To skin a quote from The Social Network, it’s probably better to be accused of necrophilia these days than to be accused of whaling. Less so in the world of The Whaler Boy—a new Russian film tantalizingly set in that vast nation’s furthest reaches—wherein a young lad contends with the hormones and boredoms of rural life while casting longing looks to the West (which sits, in this case, just 50 miles East). The subject of his longings is an American Camgirl with the handle HollySweet999. Oh, to be young and feel love’s keen sting.
The Whaler Boy is the first feature of Philipp Yuryev, a 30-year-old filmmaker from Moscow, which lies some 4000 miles West of this film’s alien landscape. The location is a real doozy, especially for anyone who, in some quiet moment, glanced to that spot on the dateline where Alaska and Russia almost touch and wondered how many souls had attempted the hop over. The film stars Vladimir Onokhov as Leshka, a teenage boy in a tiny village where the men hunt whales; the women have mostly left; and the Internet has just arrived. Yuryev’s bravura opening shot takes us seamlessly, via laptop screen, from the Camgirl’s bedroom (she’s played by Cristina Asmus) to the shed where Leshka and his fellow villagers stand watching. The men shuffle out but Leshka remains, agog. (Whaler) boy meets (cam) girl.
Yuryev shot on location, which DPs Mikhail Khursevich and Yakov Mironichev capture with admirable bombast and sweep. The Whaler Boy suggests this is life on the edge, yet the sense of an outsider looking in is unmistakable—at best voyeuristic, at worst fetishising. This is not the careful, respectful immersion of someone like Chloe Zhao, nor does it intend to be, though I’d love to see what she would have done with the script. Yuryev’s instinct, perhaps born of a background in marketing, is to aestheticize, all shock and awe. The film features seemingly real scenes of whale-hunting that are about as problematic as they are astonishing to witness: an audacious drone shot of a beached kill, its blood spiralling back with the tide; later a sequence of the hunt itself, shot onboard at speed and complete with hand-thrown harpoons, like something out of Mad Max.
Paradoxically, it all has little to say about the community that lives off this grisly occupation, even less about the ecological collateral. The Whaler Boy is more of an artistic statement of intent for Yuryev, the coming together of an aesthetic sensibility: on one hand a background in slick, cinematically literate advertisements (his “Duster” ad for Renault, for one, owes a clear debt to Malick); on the other a handful of finely crafted shorts, little vignettes that showcase his eye for machismo and rugged landscapes. Whaler Boy brings those elements together and playfully douses them in surrealism and laddish film-school cinephilia—a geriatric Kaurismäki rock band here, a Lynchian dance sequence there. The soundtrack of Roy Orbison and mid-Century Americana, along with use of Julee Cruise’s “Rockin’ Back Inside My Heart” as the film’s leitmotif, only underscore Lynch’s presence here. In the opening brothel shot, Yuryev has the camera creep drunkenly forward as if we were watching a Gaspar Noé.
All that flare and stealthy humor give the familiar sense of a young director attempting to flex every creative muscle at once. Seldom is this advised, yet it’s nothing if not thrilling to watch. Whaler Boy is an uneven and somewhat callous film—Leshka’s relationship with his grandfather (Nikolay Tatato) lends some pathos, but the boy’s queasy obsessions will ultimately trouble the stomach far more than the heart. It does, however, have that priceless quality of letting you know how it might feel to be there: what it could be like to stand in shallow water as a chain of balloon-sized intestines wash back and forth at your feet. Or, in the film’s best and most bracingly Tumanesque sequence, what it might be like to rev up an outboard motor and head out for the edge of the world.
The Whaler Boy opened this year’s Thessaloniki International Film Festival.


REQUIRED WORK ::
A single number is the answer: the count of lines in the listing below that contain "large".

EXERCISE INPUTS ::
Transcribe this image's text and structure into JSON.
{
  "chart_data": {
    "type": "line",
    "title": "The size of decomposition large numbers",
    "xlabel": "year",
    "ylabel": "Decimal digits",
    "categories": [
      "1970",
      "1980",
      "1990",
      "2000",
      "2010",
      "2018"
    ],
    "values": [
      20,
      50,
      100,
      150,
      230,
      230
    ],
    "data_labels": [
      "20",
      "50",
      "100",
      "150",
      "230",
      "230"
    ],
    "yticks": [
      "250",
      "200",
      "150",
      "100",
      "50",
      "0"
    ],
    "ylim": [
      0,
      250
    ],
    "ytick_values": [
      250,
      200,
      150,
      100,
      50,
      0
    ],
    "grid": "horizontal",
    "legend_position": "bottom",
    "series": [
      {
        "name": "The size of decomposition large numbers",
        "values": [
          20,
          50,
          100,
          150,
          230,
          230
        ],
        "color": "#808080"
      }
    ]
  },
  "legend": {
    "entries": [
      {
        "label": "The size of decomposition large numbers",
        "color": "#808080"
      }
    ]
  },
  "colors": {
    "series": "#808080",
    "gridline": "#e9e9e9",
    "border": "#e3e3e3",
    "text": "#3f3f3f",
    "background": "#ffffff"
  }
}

ANSWER TO THIS TASK ::
3